Check your facts before you or anyone else lump this into the Vietnam war.
Similar but NOT the same.
And yes I have been there once and I am preparing to go again.
Great post!
I know someone who still stands behind The Shrub and the Iraq war and it just boggles my mind that he can do such a thing. Of course he is the type of person that seems to believe that winning is everything and the only way one can go about winning is to completely annihilate the opposition no matter what the cost.
My father faught in the Korean War and I can remember waking up in the middle of the night when I still lived at home to him having nightmares because his experiences there. He rarely speaks of them but after hearing about a few, I know I would never want to be in a position where I was responsible for making the decision to send someone off to war. You are so correct when you say "war never doesn't hurt".

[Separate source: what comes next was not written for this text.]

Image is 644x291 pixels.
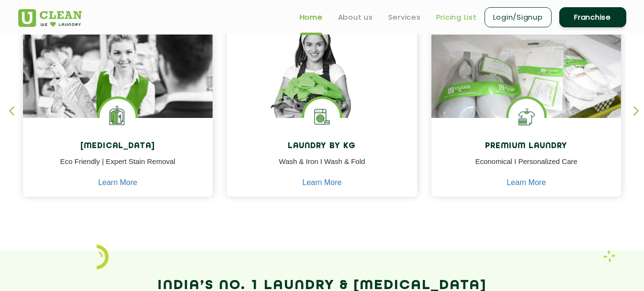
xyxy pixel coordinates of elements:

Mr. Anonymous, you say "This enemy will not rest until we destroy them or they destroy us." This is all great and good if they were invading our country. But turn this around - we have invaded Iraq (and Afghanistan, in case you are referring to that conflict) and they are not going to rest until they have destroyed their own invading enemy. We have no business being in Iraq and should say "my bad - out of here" and stop being their enemy - they have enough internal conflict already. Our continued existance in Iraq gives lie to the defense we went in to depose Saddam. Exit strategy is what we should be fighting for.